Bilingual education has been based on theories and research stemming from fields of linguistics, psychology, first and second language acquisition while the study of second language acquisition requires a change of paradigm that involves the social and cultural views of language and literacy learning. Within the context of this analysis, the paradigm in question includes the conception of literacy processes based on the ideas of identity, subjectivity, and agency. This study used classroom observations, open interviews, and students' documents to conceptualize the literacy processes of Spanish/English learners in a bilingual K-12 school in Colombia. The data of this study indicate that students have a sense of their identity as bilingual learners.
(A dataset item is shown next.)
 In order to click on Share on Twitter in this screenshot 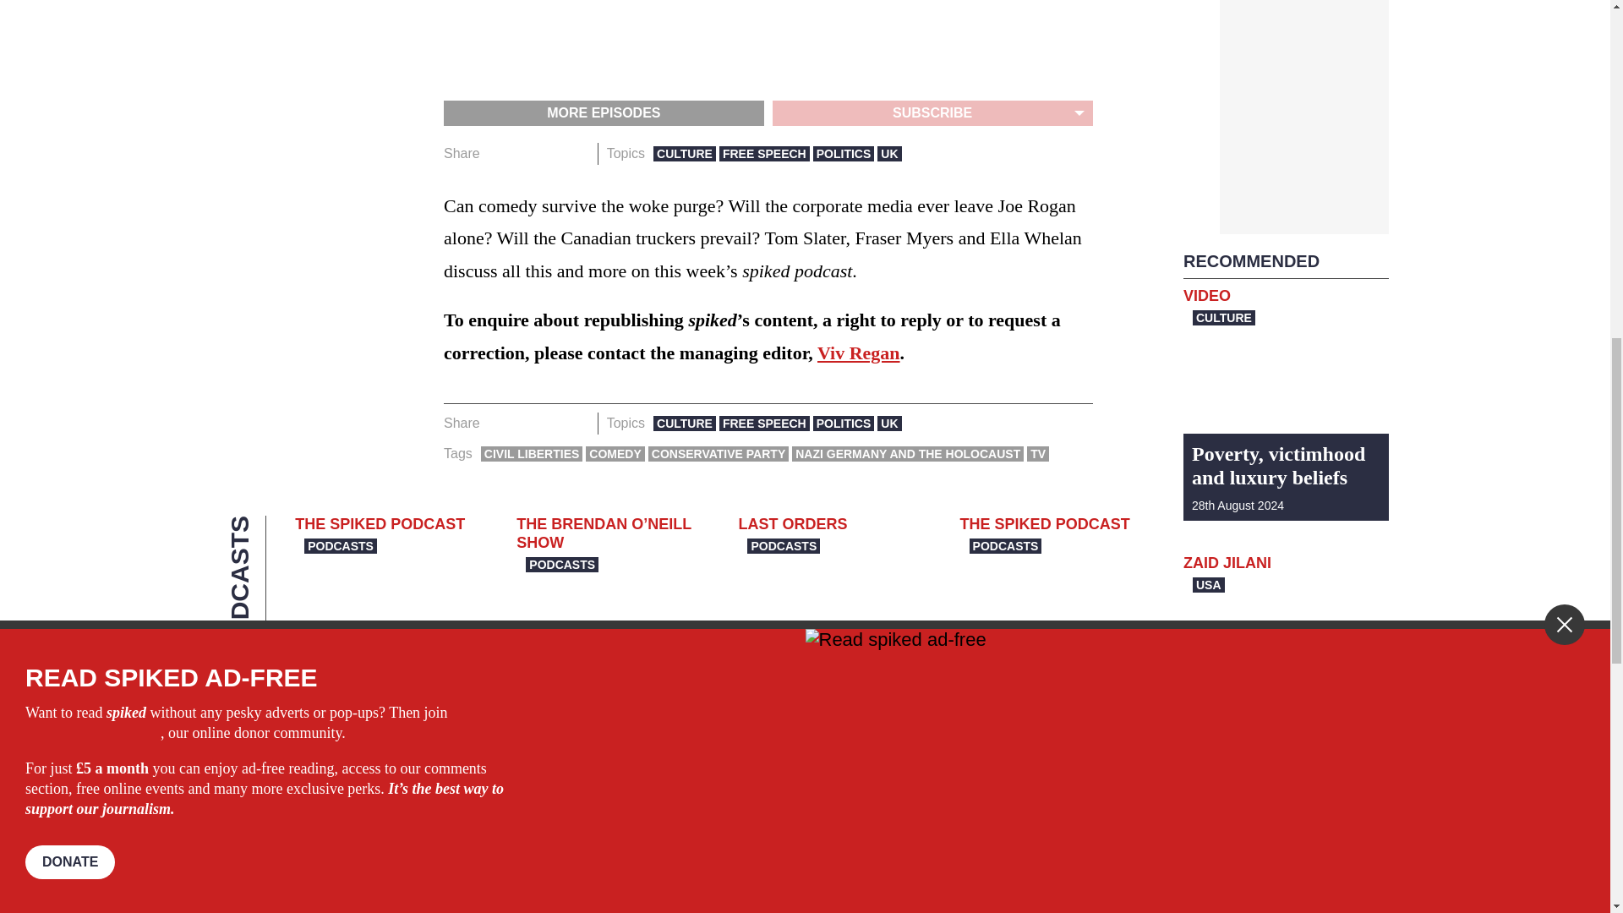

It should be remarked that the variables of these concepts greatly depend on the school culture's official first and second agenda for literacy education, which often overlooks the facts on how students understand their circumstances of being bilingual and biliterate.


2016 ◽  
Vol 5 (1) ◽  
pp. 40
Author(s):  
Suo Yanju ◽  
Suo Yanmei

Communication strategies are important in helping L2 learners to communicate successfully when they are faced with a problem in speech production. This study looked at one of the components in Communication Competence, i.e strategy competence or the use of Communication Strategies (CS) in oral interactions among Middle Eastern students and counter staff in institute of postgraduate studies (IPS) at University of Malay. Data collected from video-tape and interviews were analyzed quantitatively and qualitatively. It was found that the most frequently used communication strategy was the use of “modification devices‟. The other strategies used frequency were“interaction strategies”, “compensatory strategies” “avoidance strategies” and “L2-based strategies”. The results showed that students used different communication strategies to overcome their communication difficulties. The main aim of using the communication strategies is to avoid communication breakdown. Consequently, Second language learners should be encouraged to use communication strategies to develop their oral skills and help them more effective in oral communication with their limited English language proficiency. The implications and suggestions from this study towards development the teaching and learning of ESL were also presented.


2019 ◽  
Vol 14 (1) ◽  
pp. 93-102
Author(s):  
Pasca Kalisa

This research aims to describe and analyze communication strategies used by learners in the acquisition of a second language. In this case, this research analyzes the use of communication strategies in which English is the language of instruction.This study involved 21 students at the Department of English Language and Literature, in one of the state universities in Semarang, Indonesia. These students are second year students in the English Language and Literature Department. This research is a case study in the purpose of investigating the communication strategies used when the participants are engaged when the learning activities take place. The participants are given a conversation project in pairs and exposed to a variety of setting such as in the restaurant, in the professor’s room, and in a company. Data collection was carried out through video and audio recordings. The data obtained are then categorized into 13 categories of communication strategies (Dornyei, 1995) and sorted to obtain the frequency of occurrence. The findings indicate that the students mostly use time-gaining strategy (36%) to overcome the problem in their communication with the interlocutors. It is then followed by the use of meaningless words which occurs very frequently (18%) from all utterances, “repetition” strategy which occurs rather frequently about 16% of the total, literal translation (13%), and “use of non-linguistics means” (10%). In conclusion, choices of communication strategies are highly influenced by the level of the conversation tasks given (Wongsawang, 2001). The occurrence of certain types of communication strategies depends on the tasks given to the students and the level of difficulty of those tasks.